Author Steven Berlin Johnson's seven-year-old nephew, Wyatt, was restless during a rainy family vacation a few years ago. To distract him, Johnson gave Wyatt a rudimentary tour of SimCity, one of the bestselling video games of all time, in which players control every aspect of a virtual city—from zoning to taxation to transportation. Simplifying for his nephew, Johnson stuck to exploring the game's graphical elements, such as icons of children romping in a digital playground.
Then he showed Wyatt a part of town where he was having trouble. The factories he built were boarded up, deemed unusable by his virtual citizens. Wyatt looked at the screen, at his uncle, back at the screen. "I think you need to lower your industrial tax rates," he suggested.
After a double-take (or two), Johnson realized that Wyatt had been processing the brief overview of SimCity on a very high level—and one that's hardly unusual for his generation. As much slack as our reality TV-driven popular culture receives, today's "mindless" activities are actually making us smarter, Johnson argues in his book Everything Bad Is Good For You, also the title of his Thought Leader session this morning. He maintains that an increasingly sophisticated lineup of video games and television shows has made us able to think on a much higher level than we could 30 years ago.
For example, Johnson pointed to Lost, one of today's most-watched series. Yes, people sit down to passively watch the show each week—but there's nothing mindless about it. The characters, plot lines and unsolved mysteries number in the hundreds. Compare this to perhaps the most complex show of the 1980s, Hill Street Blues, which never became a huge hit; NBC eventually put out a press release admitting it made the program "too complicated" for viewers.
Today, we not only understand, we participate, creating communities that dissect and explore our favorite games and programs in-depth. Johnson flashed slide after slide of webpages from Lost fansites, where viewers post theories, ask questions, even create detailed maps of the show's imaginary island. Same goes for digital games, such as the popular and incredibly elaborate Civilization IV. Invested in the characters, the unfolding stories, fans dedicate literally hundreds of hours thinking about pop culture.
Compare this to the typical museum visit: two or three hours, 20 or 30 minutes per exhibit, and that's it for at least a few months. Entertainment today involves challenge and engagement, Johnson explained. If museums can apply the lessons of popular culture, we have a "great opportunity to take the Wyatts of the world, bring them into your spaces and figure out how to challenge and engage them as well."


**What you are asked to do:** Every line below needs to be transcribed without alteration, and no image may be carried over.

**Excerpted data:**
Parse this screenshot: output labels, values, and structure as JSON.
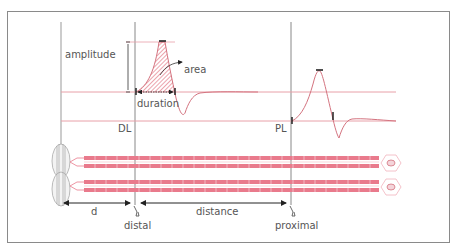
{
  "diagram": {
    "colors": {
      "frame": "#8a8a8a",
      "baseline": "#e8a0a8",
      "waveform": "#d4737f",
      "fiber": "#e97a8c",
      "fiber_dark": "#d45e72",
      "hatch": "#d94a5c",
      "text": "#555555",
      "arrow": "#222222",
      "guide": "#777777"
    },
    "labels": {
      "amplitude": "amplitude",
      "area": "area",
      "duration": "duration",
      "dl": "DL",
      "pl": "PL",
      "d": "d",
      "distance": "distance",
      "distal": "distal",
      "proximal": "proximal"
    },
    "markers": {
      "distal_latency_line_x": 135,
      "proximal_latency_line_x": 291,
      "recording_electrode_x": 61
    }
  }
}
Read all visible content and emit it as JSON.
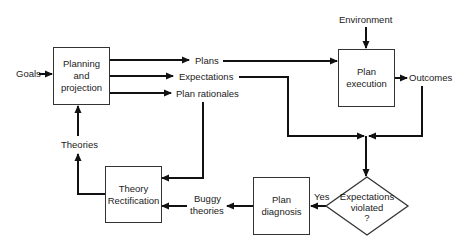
{
  "diagram": {
    "inputs": {
      "goals": "Goals",
      "environment": "Environment"
    },
    "nodes": {
      "planning": [
        "Planning",
        "and",
        "projection"
      ],
      "execution": [
        "Plan",
        "execution"
      ],
      "diagnosis": [
        "Plan",
        "diagnosis"
      ],
      "rectification": [
        "Theory",
        "Rectification"
      ],
      "decision": [
        "Expectations",
        "violated",
        "?"
      ]
    },
    "edge_labels": {
      "plans": "Plans",
      "expectations": "Expectations",
      "plan_rationales": "Plan rationales",
      "outcomes": "Outcomes",
      "theories": "Theories",
      "buggy_theories_1": "Buggy",
      "buggy_theories_2": "theories",
      "yes": "Yes"
    },
    "colors": {
      "line": "#111111",
      "box_border": "#333333",
      "background": "#ffffff"
    }
  }
}
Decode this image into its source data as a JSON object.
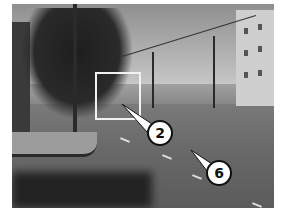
{
  "image": {
    "description": "Black-and-white street photo of a city intersection with utility poles, trees, buildings and a highlighted region",
    "highlight_box": {
      "label": "highlighted-area"
    },
    "callouts": [
      {
        "number": "2",
        "target": "highlighted-area"
      },
      {
        "number": "6",
        "target": "street-surface"
      }
    ]
  }
}
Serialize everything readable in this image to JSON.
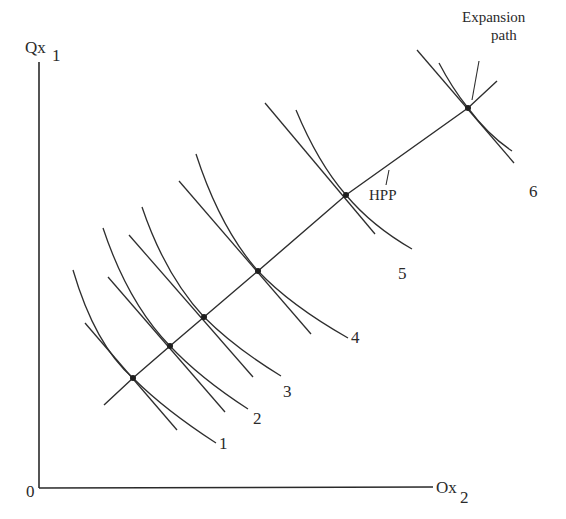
{
  "diagram": {
    "axes": {
      "y_label": "Qx",
      "y_subscript": "1",
      "x_label": "Ox",
      "x_subscript": "2",
      "origin_label": "0"
    },
    "annotations": {
      "expansion_path_line1": "Expansion",
      "expansion_path_line2": "path",
      "hpp": "HPP"
    },
    "isoquant_labels": [
      "1",
      "2",
      "3",
      "4",
      "5",
      "6"
    ],
    "tangency_points": [
      {
        "id": 1,
        "x": 133,
        "y": 378
      },
      {
        "id": 2,
        "x": 170,
        "y": 346
      },
      {
        "id": 3,
        "x": 204,
        "y": 317
      },
      {
        "id": 4,
        "x": 258,
        "y": 271
      },
      {
        "id": 5,
        "x": 346,
        "y": 195
      },
      {
        "id": 6,
        "x": 468,
        "y": 108
      }
    ],
    "line_color": "#2e2e2e",
    "background": "#ffffff"
  }
}
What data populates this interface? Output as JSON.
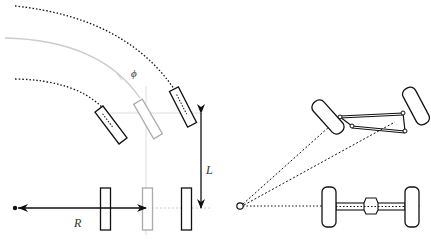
{
  "diagram": {
    "labels": {
      "phi": "ϕ",
      "wheelbase": "L",
      "radius": "R"
    },
    "colors": {
      "ink": "#111111",
      "guide": "#cccccc",
      "ghost": "#aaaaaa"
    },
    "left_panel": {
      "description": "Bicycle model: rear axle wheels, front steered wheels, turning arcs"
    },
    "right_panel": {
      "description": "Four-wheel chassis with tie-rod linkage converging on turn center"
    }
  }
}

**Exercise output:**
Parse this screenshot: output labels, values, and structure as JSON.
{
  "diagram": {
    "colors": {
      "frame": "#8a8a8a",
      "baseline": "#e8a0a8",
      "waveform": "#d4737f",
      "fiber": "#e97a8c",
      "fiber_dark": "#d45e72",
      "hatch": "#d94a5c",
      "text": "#555555",
      "arrow": "#222222",
      "guide": "#777777"
    },
    "labels": {
      "amplitude": "amplitude",
      "area": "area",
      "duration": "duration",
      "dl": "DL",
      "pl": "PL",
      "d": "d",
      "distance": "distance",
      "distal": "distal",
      "proximal": "proximal"
    },
    "markers": {
      "distal_latency_line_x": 135,
      "proximal_latency_line_x": 291,
      "recording_electrode_x": 61
    }
  }
}
Read all visible content and emit it as JSON.
{
  "diagram": {
    "inputs": {
      "goals": "Goals",
      "environment": "Environment"
    },
    "nodes": {
      "planning": [
        "Planning",
        "and",
        "projection"
      ],
      "execution": [
        "Plan",
        "execution"
      ],
      "diagnosis": [
        "Plan",
        "diagnosis"
      ],
      "rectification": [
        "Theory",
        "Rectification"
      ],
      "decision": [
        "Expectations",
        "violated",
        "?"
      ]
    },
    "edge_labels": {
      "plans": "Plans",
      "expectations": "Expectations",
      "plan_rationales": "Plan rationales",
      "outcomes": "Outcomes",
      "theories": "Theories",
      "buggy_theories_1": "Buggy",
      "buggy_theories_2": "theories",
      "yes": "Yes"
    },
    "colors": {
      "line": "#111111",
      "box_border": "#333333",
      "background": "#ffffff"
    }
  }
}
Decode this image into its source data as a JSON object.
{
  "image": {
    "description": "Black-and-white street photo of a city intersection with utility poles, trees, buildings and a highlighted region",
    "highlight_box": {
      "label": "highlighted-area"
    },
    "callouts": [
      {
        "number": "2",
        "target": "highlighted-area"
      },
      {
        "number": "6",
        "target": "street-surface"
      }
    ]
  }
}
Serialize everything readable in this image to JSON.
{
  "diagram": {
    "axes": {
      "y_label": "Qx",
      "y_subscript": "1",
      "x_label": "Ox",
      "x_subscript": "2",
      "origin_label": "0"
    },
    "annotations": {
      "expansion_path_line1": "Expansion",
      "expansion_path_line2": "path",
      "hpp": "HPP"
    },
    "isoquant_labels": [
      "1",
      "2",
      "3",
      "4",
      "5",
      "6"
    ],
    "tangency_points": [
      {
        "id": 1,
        "x": 133,
        "y": 378
      },
      {
        "id": 2,
        "x": 170,
        "y": 346
      },
      {
        "id": 3,
        "x": 204,
        "y": 317
      },
      {
        "id": 4,
        "x": 258,
        "y": 271
      },
      {
        "id": 5,
        "x": 346,
        "y": 195
      },
      {
        "id": 6,
        "x": 468,
        "y": 108
      }
    ],
    "line_color": "#2e2e2e",
    "background": "#ffffff"
  }
}
What data populates this interface? Output as JSON.
{
  "diagram": {
    "labels": {
      "phi": "ϕ",
      "wheelbase": "L",
      "radius": "R"
    },
    "colors": {
      "ink": "#111111",
      "guide": "#cccccc",
      "ghost": "#aaaaaa"
    },
    "left_panel": {
      "description": "Bicycle model: rear axle wheels, front steered wheels, turning arcs"
    },
    "right_panel": {
      "description": "Four-wheel chassis with tie-rod linkage converging on turn center"
    }
  }
}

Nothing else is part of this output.